Starlog 29: Star Trek and Education

Star Trek: “Starfleet Academy” strongly focuses on both when and how to fight—as it should given the setting.  The spotlight on education—on an educational system that is integral to the existence of the Federation and thus the fate of the galaxy itself—is timely.  Academe is both a foundation and a bulwark for any society from the socio-economic to the cultural, political, communal, and ontological not just within one country but worldwide.  Without education, without learning based on critical and creative thinking, truths, and the exploration of truths both concrete and intangible as well as the exploration of the possible, without the ability to develop the mind and the heart, the body and spirit through the dynamic relationship called education, there is . . . nothing.

In “Starfleet Academy”, the cadets learn how to communicate and cooperate, forming bonds that strengthen belonging and community, inspiring loyalty, dedication, and the humanitarian while helping to better ensure success in battle.  Cadets learn their place within the fight—quite like Arjuna, to put it simply, learned his. In Episode 4 “Vox in Excelso”, Jay-Den Kraag, a Klingon with a comparably gentle nature, moves into self-definition: he exists in the fight and in the service of his people.  He learns that his father purposefully loses their battle to let Jay-Den to realize that he is a warrior—one who fights with words.  He had, though, to understand his father to arrive at self-definition.  Those at the Academy learn that a best way to win a battle is to know the enemy from their own perspective (a repeated trope), which, in this case, also results in saving the Klingon race.  In the end, as Cadet Kraag states, “[b]attle exists in as many forms as there are warriors”.

In episode 6, “Come, Let’s Away”, also learned is that harming someone, even if in accordance with boundaries, polices, laws, and/or right action can result not in the containment or the cessation of the problematic behavior but in the growth of something greater.  In this way, Nus Baraka, a pirate and murderer, becomes an even more powerful enemy of the Federation with deep hatred for Captain Nahle Ake.  Karma never ceases as actions lead to actions lead to complexity lead to a ball of tangled string with no evidence of the end.  Right action, though, allows the re-visioning of that layered and cross-layered ball as a tapestry of a greater story that ultimately expresses the greater good.

The thing about education is that even as the students learn from each other and from expert teachers, the teachers learn from the students and from each other as well.  Everyone is of value.  Just as challenges are lifelong so is learning, and academe seems to operate best as part of a unit with honorable and inspiring values that can lead to the general betterment of all societies everywhere.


> **To do**:
Transcribe the entries that follow exactly as they appear, minus pictures.

> **Available data**:
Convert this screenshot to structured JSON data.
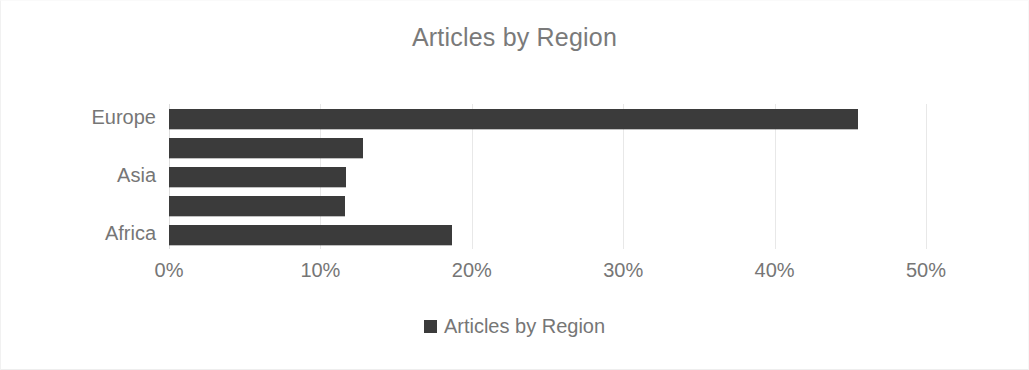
{
  "chart_data": {
    "type": "bar",
    "orientation": "horizontal",
    "title": "Articles by Region",
    "xlabel": "",
    "ylabel": "",
    "xlim": [
      0,
      50
    ],
    "grid": true,
    "grid_axis": "x",
    "legend_position": "bottom",
    "bar_color": "#3b3b3b",
    "text_color": "#767676",
    "title_color": "#7a7a7a",
    "gridline_color": "#e8e8e8",
    "background_color": "#ffffff",
    "categories": [
      "Europe",
      "",
      "Asia",
      "",
      "Africa"
    ],
    "visible_category_labels": [
      "Europe",
      "Asia",
      "Africa"
    ],
    "values": [
      45.5,
      12.8,
      11.7,
      11.6,
      18.7
    ],
    "value_unit": "%",
    "xticks": [
      0,
      10,
      20,
      30,
      40,
      50
    ],
    "xtick_labels": [
      "0%",
      "10%",
      "20%",
      "30%",
      "40%",
      "50%"
    ],
    "series": [
      {
        "name": "Articles by Region",
        "values": [
          45.5,
          12.8,
          11.7,
          11.6,
          18.7
        ]
      }
    ],
    "legend": [
      "Articles by Region"
    ]
  },
  "legend": {
    "swatch_name": "legend-color-swatch",
    "label": "Articles by Region"
  }
}
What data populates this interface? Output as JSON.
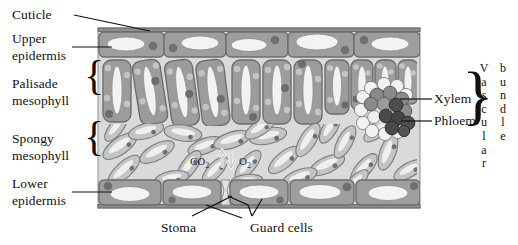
{
  "figure": {
    "type": "biology-diagram"
  },
  "labels": {
    "cuticle": "Cuticle",
    "upper_epidermis_line1": "Upper",
    "upper_epidermis_line2": "epidermis",
    "palisade_line1": "Palisade",
    "palisade_line2": "mesophyll",
    "spongy_line1": "Spongy",
    "spongy_line2": "mesophyll",
    "lower_epidermis_line1": "Lower",
    "lower_epidermis_line2": "epidermis",
    "xylem": "Xylem",
    "phloem": "Phloem",
    "stoma": "Stoma",
    "guard_cells": "Guard cells",
    "vascular_vertical": "Vascular",
    "bundle_vertical": "bundle",
    "brace_glyph": "}",
    "brace_glyph_left": "{"
  },
  "gas_exchange": {
    "co2": "CO",
    "co2_sub": "2",
    "o2": "O",
    "o2_sub": "2",
    "arrow_in": "up-arrow",
    "arrow_out": "down-arrow"
  },
  "colors": {
    "background": "#ffffff",
    "mesophyll_air": "#d8d8d8",
    "epidermis_fill": "#9e9e9e",
    "epidermis_stroke": "#6e6e6e",
    "palisade_fill": "#9c9c9c",
    "palisade_stroke": "#6b6b6b",
    "spongy_fill": "#c2c2c2",
    "spongy_stroke": "#7c7c7c",
    "vacuole": "#f2f2f2",
    "nucleus": "#6a6a6a",
    "chloroplast": "#bdbdbd",
    "xylem": "#8a8a8a",
    "phloem": "#4a4a4a",
    "bundle_sheath": "#f0f0f0",
    "cuticle": "#5c5c5c",
    "leader_line": "#111111",
    "text": "#111111"
  },
  "structure": {
    "leaf_left": 98,
    "leaf_right": 420,
    "leaf_top": 28,
    "leaf_bottom": 208,
    "upper_epidermis_cells": 5,
    "lower_epidermis_cells": 5,
    "palisade_cells": 11,
    "spongy_cells": 26,
    "xylem_cells": 9,
    "phloem_cells": 8
  }
}
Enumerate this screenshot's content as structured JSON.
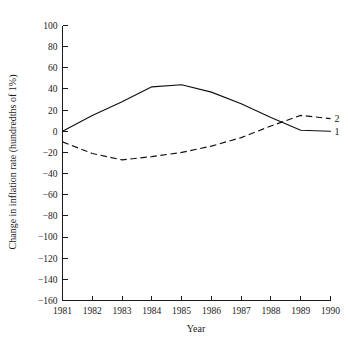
{
  "chart_data": {
    "type": "line",
    "title": "",
    "xlabel": "Year",
    "ylabel": "Change in inflation rate (hundredths of 1%)",
    "x": [
      1981,
      1982,
      1983,
      1984,
      1985,
      1986,
      1987,
      1988,
      1989,
      1990
    ],
    "xtick_labels": [
      "1981",
      "1982",
      "1983",
      "1984",
      "1985",
      "1986",
      "1987",
      "1988",
      "1989",
      "1990"
    ],
    "ytick_labels": [
      "100",
      "80",
      "60",
      "40",
      "20",
      "0",
      "−20",
      "−40",
      "−60",
      "−80",
      "−100",
      "−120",
      "−140",
      "−160"
    ],
    "ytick_values": [
      100,
      80,
      60,
      40,
      20,
      0,
      -20,
      -40,
      -60,
      -80,
      -100,
      -120,
      -140,
      -160
    ],
    "xlim": [
      1981,
      1990
    ],
    "ylim": [
      -160,
      100
    ],
    "grid": false,
    "legend_position": "line-end-labels",
    "series": [
      {
        "name": "1",
        "end_label": "1",
        "style": "solid",
        "color": "#101010",
        "values": [
          0,
          15,
          28,
          42,
          44,
          37,
          26,
          13,
          1,
          0
        ]
      },
      {
        "name": "2",
        "end_label": "2",
        "style": "dashed",
        "color": "#101010",
        "values": [
          -10,
          -21,
          -27,
          -24,
          -20,
          -14,
          -6,
          5,
          15,
          12
        ]
      }
    ]
  }
}
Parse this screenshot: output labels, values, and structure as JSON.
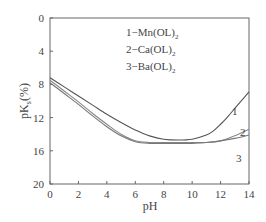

> **Exercise response**:
Convert this screenshot to structured JSON data.
{
  "chart_data": {
    "type": "bar",
    "orientation": "horizontal",
    "title": "Articles by Region",
    "xlabel": "",
    "ylabel": "",
    "xlim": [
      0,
      50
    ],
    "grid": true,
    "grid_axis": "x",
    "legend_position": "bottom",
    "bar_color": "#3b3b3b",
    "text_color": "#767676",
    "title_color": "#7a7a7a",
    "gridline_color": "#e8e8e8",
    "background_color": "#ffffff",
    "categories": [
      "Europe",
      "",
      "Asia",
      "",
      "Africa"
    ],
    "visible_category_labels": [
      "Europe",
      "Asia",
      "Africa"
    ],
    "values": [
      45.5,
      12.8,
      11.7,
      11.6,
      18.7
    ],
    "value_unit": "%",
    "xticks": [
      0,
      10,
      20,
      30,
      40,
      50
    ],
    "xtick_labels": [
      "0%",
      "10%",
      "20%",
      "30%",
      "40%",
      "50%"
    ],
    "series": [
      {
        "name": "Articles by Region",
        "values": [
          45.5,
          12.8,
          11.7,
          11.6,
          18.7
        ]
      }
    ],
    "legend": [
      "Articles by Region"
    ]
  },
  "legend": {
    "swatch_name": "legend-color-swatch",
    "label": "Articles by Region"
  }
}
What data populates this interface? Output as JSON.
{
  "figure": {
    "type": "biology-diagram"
  },
  "labels": {
    "cuticle": "Cuticle",
    "upper_epidermis_line1": "Upper",
    "upper_epidermis_line2": "epidermis",
    "palisade_line1": "Palisade",
    "palisade_line2": "mesophyll",
    "spongy_line1": "Spongy",
    "spongy_line2": "mesophyll",
    "lower_epidermis_line1": "Lower",
    "lower_epidermis_line2": "epidermis",
    "xylem": "Xylem",
    "phloem": "Phloem",
    "stoma": "Stoma",
    "guard_cells": "Guard cells",
    "vascular_vertical": "Vascular",
    "bundle_vertical": "bundle",
    "brace_glyph": "}",
    "brace_glyph_left": "{"
  },
  "gas_exchange": {
    "co2": "CO",
    "co2_sub": "2",
    "o2": "O",
    "o2_sub": "2",
    "arrow_in": "up-arrow",
    "arrow_out": "down-arrow"
  },
  "colors": {
    "background": "#ffffff",
    "mesophyll_air": "#d8d8d8",
    "epidermis_fill": "#9e9e9e",
    "epidermis_stroke": "#6e6e6e",
    "palisade_fill": "#9c9c9c",
    "palisade_stroke": "#6b6b6b",
    "spongy_fill": "#c2c2c2",
    "spongy_stroke": "#7c7c7c",
    "vacuole": "#f2f2f2",
    "nucleus": "#6a6a6a",
    "chloroplast": "#bdbdbd",
    "xylem": "#8a8a8a",
    "phloem": "#4a4a4a",
    "bundle_sheath": "#f0f0f0",
    "cuticle": "#5c5c5c",
    "leader_line": "#111111",
    "text": "#111111"
  },
  "structure": {
    "leaf_left": 98,
    "leaf_right": 420,
    "leaf_top": 28,
    "leaf_bottom": 208,
    "upper_epidermis_cells": 5,
    "lower_epidermis_cells": 5,
    "palisade_cells": 11,
    "spongy_cells": 26,
    "xylem_cells": 9,
    "phloem_cells": 8
  }
}
Enumerate this screenshot's content as structured JSON.
{
  "chart_data": {
    "type": "line",
    "title": "",
    "xlabel": "Year",
    "ylabel": "Change in inflation rate (hundredths of 1%)",
    "x": [
      1981,
      1982,
      1983,
      1984,
      1985,
      1986,
      1987,
      1988,
      1989,
      1990
    ],
    "xtick_labels": [
      "1981",
      "1982",
      "1983",
      "1984",
      "1985",
      "1986",
      "1987",
      "1988",
      "1989",
      "1990"
    ],
    "ytick_labels": [
      "100",
      "80",
      "60",
      "40",
      "20",
      "0",
      "−20",
      "−40",
      "−60",
      "−80",
      "−100",
      "−120",
      "−140",
      "−160"
    ],
    "ytick_values": [
      100,
      80,
      60,
      40,
      20,
      0,
      -20,
      -40,
      -60,
      -80,
      -100,
      -120,
      -140,
      -160
    ],
    "xlim": [
      1981,
      1990
    ],
    "ylim": [
      -160,
      100
    ],
    "grid": false,
    "legend_position": "line-end-labels",
    "series": [
      {
        "name": "1",
        "end_label": "1",
        "style": "solid",
        "color": "#101010",
        "values": [
          0,
          15,
          28,
          42,
          44,
          37,
          26,
          13,
          1,
          0
        ]
      },
      {
        "name": "2",
        "end_label": "2",
        "style": "dashed",
        "color": "#101010",
        "values": [
          -10,
          -21,
          -27,
          -24,
          -20,
          -14,
          -6,
          5,
          15,
          12
        ]
      }
    ]
  }
}
Parse this screenshot: output labels, values, and structure as JSON.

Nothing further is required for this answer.